What Do We Want? Better Code Quality! When do we want it? NOW!

For most researchers, working with code is common practice. However, many researchers lack knowledge and experience in how to write good code. In the Task Area Alex, we addressed this problem and developed a set of guidelines currently being tested at the Chair of Fluid Systems, TU Darmstadt.

The quest for good code continues.

For the vast majority of researchers, working with code is common practice. However, many researchers lack knowledge and experience in how to write good code. As a result, their code is often chaotic, non-reusable, non-interoperable and it is hard (or impossible) to include new people such as students or colleagues in developing the code further. On the positive side, researchers and students are usually highly motivated to improve their programming skills, at least as long as the hurdle isn’t too high or it takes too much time.

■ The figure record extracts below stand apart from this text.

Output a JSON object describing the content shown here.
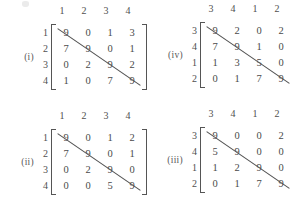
{
  "page": {
    "kind": "matrix-figure-set",
    "background_color": "#ffffff",
    "ink_color": "#4a4a4a",
    "smudge_visible": true
  },
  "matrices": [
    {
      "id": "i",
      "tag": "(i)",
      "col_headers": [
        "1",
        "2",
        "3",
        "4"
      ],
      "row_headers": [
        "1",
        "2",
        "3",
        "4"
      ],
      "rows": [
        [
          "9",
          "0",
          "1",
          "3"
        ],
        [
          "7",
          "9",
          "0",
          "1"
        ],
        [
          "0",
          "2",
          "9",
          "2"
        ],
        [
          "1",
          "0",
          "7",
          "9"
        ]
      ],
      "diagonal_line": true
    },
    {
      "id": "iv",
      "tag": "(iv)",
      "col_headers": [
        "3",
        "4",
        "1",
        "2"
      ],
      "row_headers": [
        "3",
        "4",
        "1",
        "2"
      ],
      "rows": [
        [
          "9",
          "2",
          "0",
          "2"
        ],
        [
          "7",
          "9",
          "1",
          "0"
        ],
        [
          "1",
          "3",
          "5",
          "0"
        ],
        [
          "0",
          "1",
          "7",
          "9"
        ]
      ],
      "diagonal_line": true
    },
    {
      "id": "ii",
      "tag": "(ii)",
      "col_headers": [
        "1",
        "2",
        "3",
        "4"
      ],
      "row_headers": [
        "1",
        "2",
        "3",
        "4"
      ],
      "rows": [
        [
          "9",
          "0",
          "1",
          "2"
        ],
        [
          "7",
          "9",
          "0",
          "1"
        ],
        [
          "0",
          "2",
          "9",
          "0"
        ],
        [
          "0",
          "0",
          "5",
          "9"
        ]
      ],
      "diagonal_line": true
    },
    {
      "id": "iii",
      "tag": "(iii)",
      "col_headers": [
        "3",
        "4",
        "1",
        "2"
      ],
      "row_headers": [
        "3",
        "4",
        "1",
        "2"
      ],
      "rows": [
        [
          "9",
          "0",
          "0",
          "2"
        ],
        [
          "5",
          "9",
          "0",
          "0"
        ],
        [
          "1",
          "2",
          "9",
          "0"
        ],
        [
          "0",
          "1",
          "7",
          "9"
        ]
      ],
      "diagonal_line": true
    }
  ]
}
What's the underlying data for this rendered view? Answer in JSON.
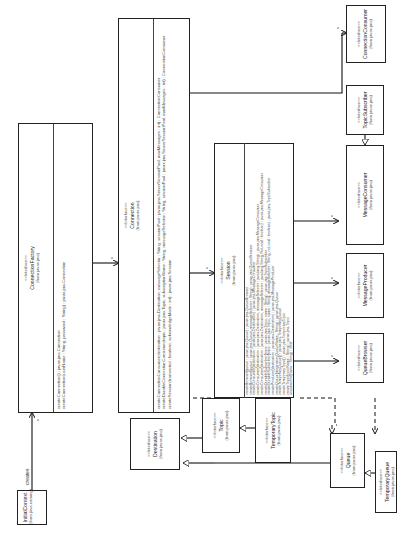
{
  "diagram": {
    "type": "uml-class-diagram",
    "orientation": "rotated-90-ccw",
    "classes": {
      "initial_context": {
        "stereotype": "",
        "name": "InitialContext",
        "package": "(from java.naming)"
      },
      "connection_factory": {
        "stereotype": "<<Interface>>",
        "name": "ConnectionFactory",
        "package": "(from javax.jms)",
        "operations": [
          "createConnection() : javax.jms.Connection",
          "createConnection(userName : String, password : String) : javax.jms.Connection"
        ]
      },
      "connection": {
        "stereotype": "<<Interface>>",
        "name": "Connection",
        "package": "(from javax.jms)",
        "operations": [
          "createConnectionConsumer(destination : javax.jms.Destination, messageSelector : String, sessionPool : javax.jms.ServerSessionPool, maxMessages : int) : ConnectionConsumer",
          "createDurableConnectionConsumer(topic : javax.jms.Topic, subscriptionName : String, messageSelector : String, sessionPool : javax.jms.ServerSessionPool, maxMessages : int) : ConnectionConsumer",
          "createSession(transacted : boolean, acknowledgeMode : int) : javax.jms.Session"
        ]
      },
      "session": {
        "stereotype": "<<Interface>>",
        "name": "Session",
        "package": "(from javax.jms)",
        "operations": [
          "createBrowser(queue : javax.jms.Queue) : javax.jms.QueueBrowser",
          "createBrowser(queue : javax.jms.Queue, messageSelector : String) : javax.jms.QueueBrowser",
          "createConsumer(destination : javax.jms.Destination) : javax.jms.MessageConsumer",
          "createConsumer(destination : javax.jms.Destination, messageSelector : java.lang.String) : javax.jms.MessageConsumer",
          "createConsumer(destination : javax.jms.Destination, messageSelector : java.lang.String, NoLocal : boolean) : javax.jms.MessageConsumer",
          "createDurableSubscriber(topic : javax.jms.Topic, name : String) : javax.jms.TopicSubscriber",
          "createDurableSubscriber(topic : javax.jms.Topic, name : String, messageSelector : String, noLocal : boolean) : javax.jms.TopicSubscriber",
          "createProducer(destination : javax.jms.Destination) : javax.jms.MessageProducer",
          "createQueue(destinationQueueName : String) : javax.jms.Queue",
          "createTemporaryQueue() : javax.jms.TemporaryQueue",
          "createTemporaryTopic() : javax.jms.TemporaryTopic",
          "createTopic(topicName : String) : javax.jms.Topic",
          "unsubscribe(name : String) : void"
        ]
      },
      "connection_consumer": {
        "stereotype": "<<Interface>>",
        "name": "ConnectionConsumer",
        "package": "(from javax.jms)"
      },
      "topic_subscriber": {
        "stereotype": "<<Interface>>",
        "name": "TopicSubscriber",
        "package": "(from javax.jms)"
      },
      "message_consumer": {
        "stereotype": "<<Interface>>",
        "name": "MessageConsumer",
        "package": "(from javax.jms)"
      },
      "message_producer": {
        "stereotype": "<<Interface>>",
        "name": "MessageProducer",
        "package": "(from javax.jms)"
      },
      "queue_browser": {
        "stereotype": "<<Interface>>",
        "name": "QueueBrowser",
        "package": "(from javax.jms)"
      },
      "destination": {
        "stereotype": "<<Interface>>",
        "name": "Destination",
        "package": "(from javax.jms)"
      },
      "topic": {
        "stereotype": "<<Interface>>",
        "name": "Topic",
        "package": "(from javax.jms)"
      },
      "temporary_topic": {
        "stereotype": "<<Interface>>",
        "name": "TemporaryTopic",
        "package": "(from javax.jms)"
      },
      "queue": {
        "stereotype": "<<Interface>>",
        "name": "Queue",
        "package": "(from javax.jms)"
      },
      "temporary_queue": {
        "stereotype": "<<Interface>>",
        "name": "TemporaryQueue",
        "package": "(from javax.jms)"
      }
    },
    "labels": {
      "creates": "creates",
      "many": "*"
    }
  }
}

Learning from past experiences of getting vertigo when looking at code a student just handed in, of dealing with months-long refactoring, and of the common frustration when debugging a code which was working “just a minute ago”, the RDM team at the Chair of Fluid Systems of the Technical University Darmstadt has developed a set of guidelines for assuring basic quality of code developed there. It constitutes a set of steps that are very easy and fast to implement, require little to no experience and lead to a significant improvement of the written code – such as linting, autoformatting, and type checking. We have also created a lightweight Python project template for GitLab which presents a great starting point for well managed and well documented Python projects.

You can access and fork the project template under TA_Alex / Python Project Template

The guidelines are focused on the programming language Python but are applicable to other programming languages as well. They rely on existing standards such as PEP8 and other thorough guidelines such as that of Google. They consist of the following two groups:

  • Language Rules: these include linting, spellchecking, code structuring
  • Style Rules: these include writing good documentation, using naming conventions for variables, classes, modules, etc., managing whitespaces, automatic formatting.
  • Unit Testing

While the guidelines are concerned with how the code is written (with regard to language and style), they do not assure quality with regard to whether the code works. Especially when multiple people develop code cooperatively (either within a research team simultaneously or when using code someone else has written), it is essential to gain trust in the code without having to manually check every single function written by someone else. Moreover, it is necessary to ensure that the functionality of functions remains as expected even when new functions are written, new features are added or bugs are fixed. These points can be addressed by so-called unit testing. The idea behind unit testing is checking (in engineering language: validating) each unit (small piece of code, most commonly a function or method) to ensure that it works as expected.

In TA Alex, we developed an introductory workshop explaining the basics of unit testing in Python using simple examples. We held this workshop at the NFDI4Ing Conference (26.-27.10.2022) as well as at the Chair of Fluid Systems for our colleagues. We also created a GitLab project for unit testing in which simple unit tests can be found.

We offer to hold a workshop on better code quality with focus on Python as well as on unit testing at your institution as well. If you are interested, please contactM. Leštáková.